Antimicrobial stigmatization: Public health concerns about conventional pig farming and pig farmers' experiences with stigmatization
Associate Professor Carsten Strøby Jensen and lecturer Lars Fynbo has co-authored the article 'Antimicrobial stigmatization: Public health concerns about conventional pig farming and pig farmers' experiences with stigmatization' to the journal Social Science & Medicine.
They have investigated how antimicrobial resistance, according to the World Health Organization, is one of the most severe threats to public health. Since the 1950's contemporary farming of pigs has been heavily dependent on the use of antibiotics. Recently, concerned experts of public health have become more outspoken, often, criticizing pig farmers for social irresponsibility and gambling with public health. Danish pig farmers are internationally renewed for their relatively low use of antibiotics. Nevertheless, the public criticism aimed at farmers is relatively strong in Denmark. Based on qualitative interviews with 30 pig farmers and 21 public health experts, this article sets out how pig farmers, according to public health experts, threaten public health and how pig farmers, according to the farmers, experience and internalize stigmatization related to their livesas farmers. By focusing on Danish pig farmers' experiencing public condemnation from scientific experts as well as in their local communities, this article proceeds along the line of existing research on health-related stigmatization.
Carsten Strøby Jensen and Lars Fynbo, Antimicrobial stigmatization: Public health concerns about conventional pig farming and pig farmers' experiences with stigmatization in Social Science & Medicine, 2018.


§ **ACTIVITY**:
Extract every line between the one with "Aim at human face." and the end of the entries, both included, word for word and free of pictures.

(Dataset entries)
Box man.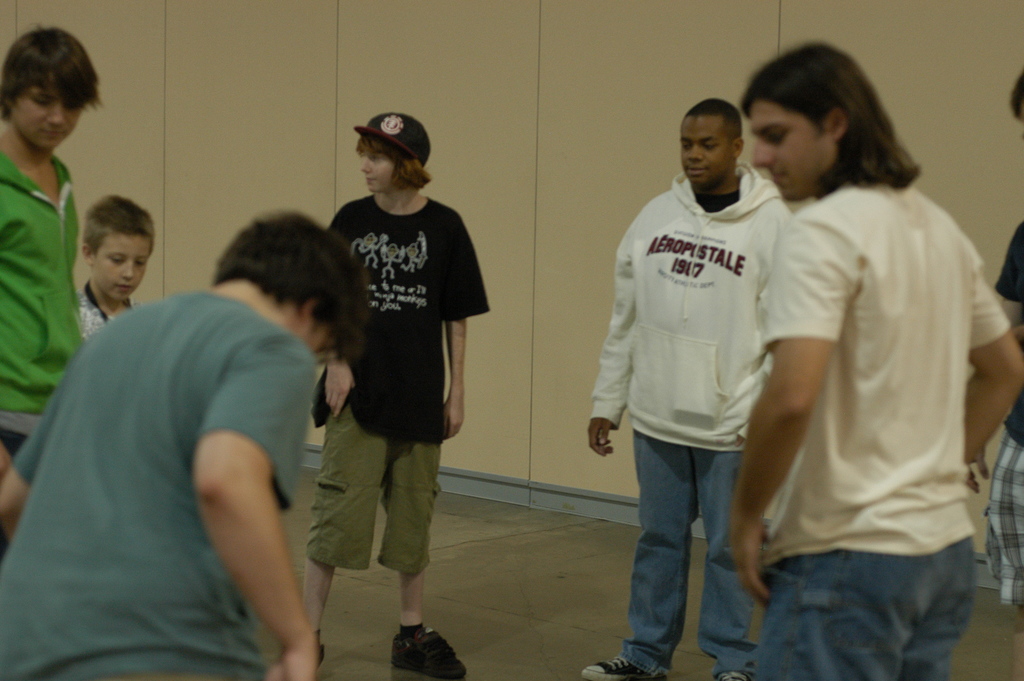
bbox=[298, 110, 488, 670].
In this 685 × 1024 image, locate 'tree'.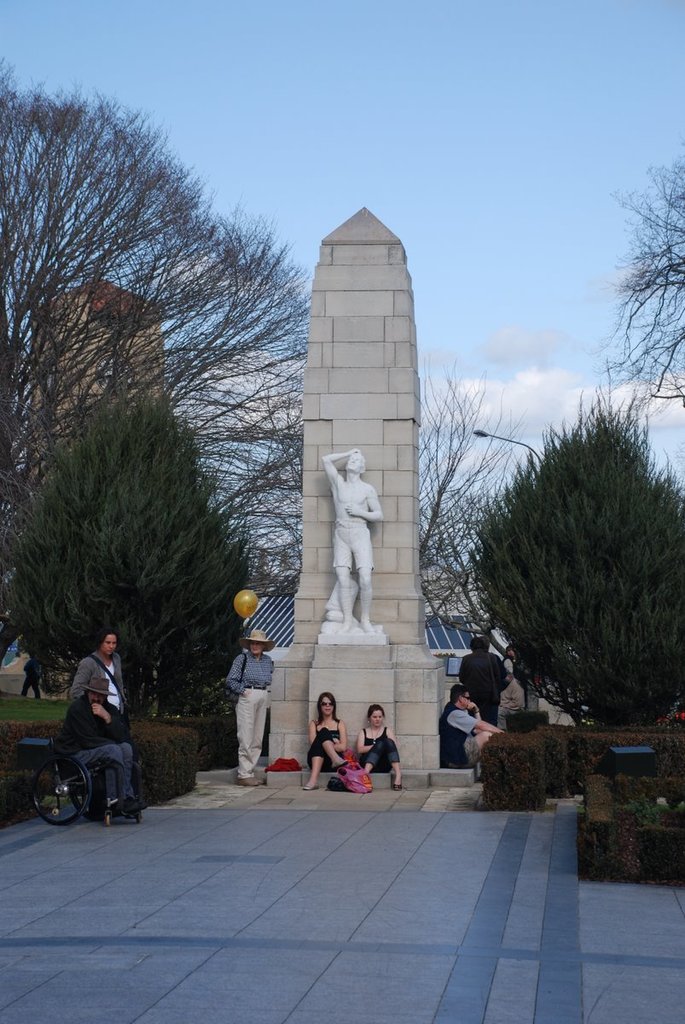
Bounding box: bbox(612, 105, 684, 416).
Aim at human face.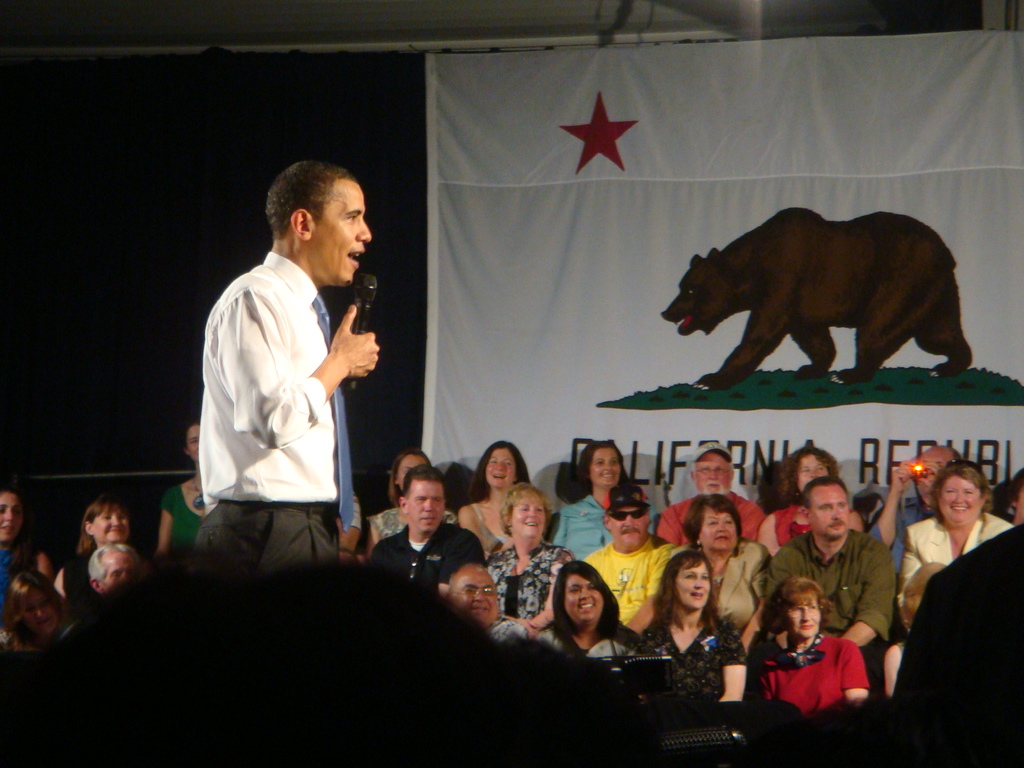
Aimed at [18,577,61,637].
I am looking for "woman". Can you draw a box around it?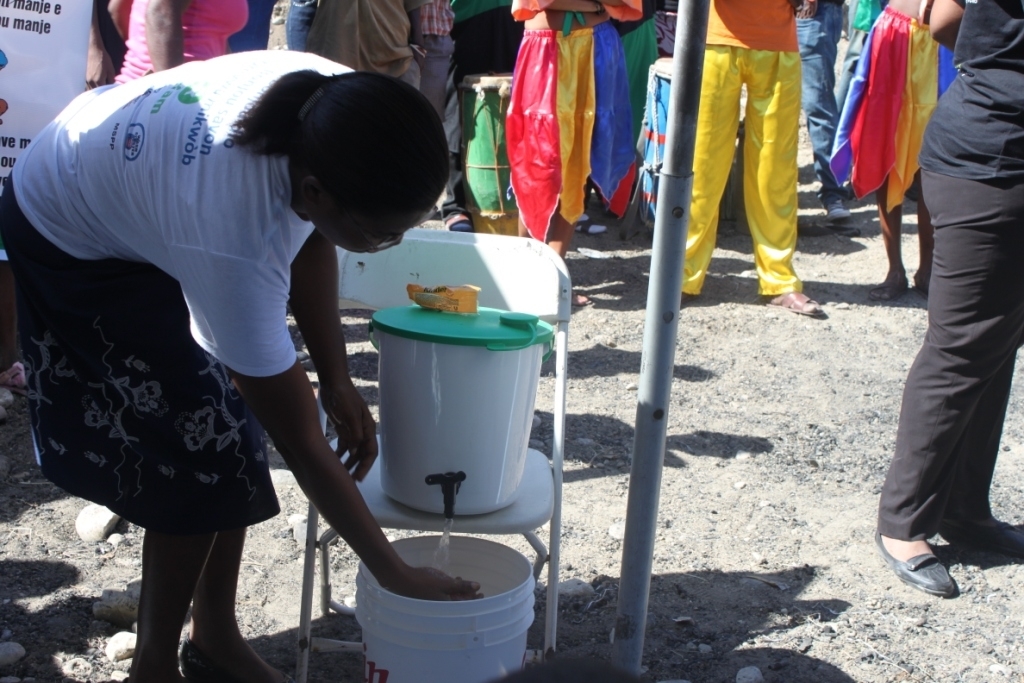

§ **EXERCISE SOLUTION**:
Aim at human face.
Aimed at [18,577,61,637].
I am looking for "woman". Can you draw a box around it?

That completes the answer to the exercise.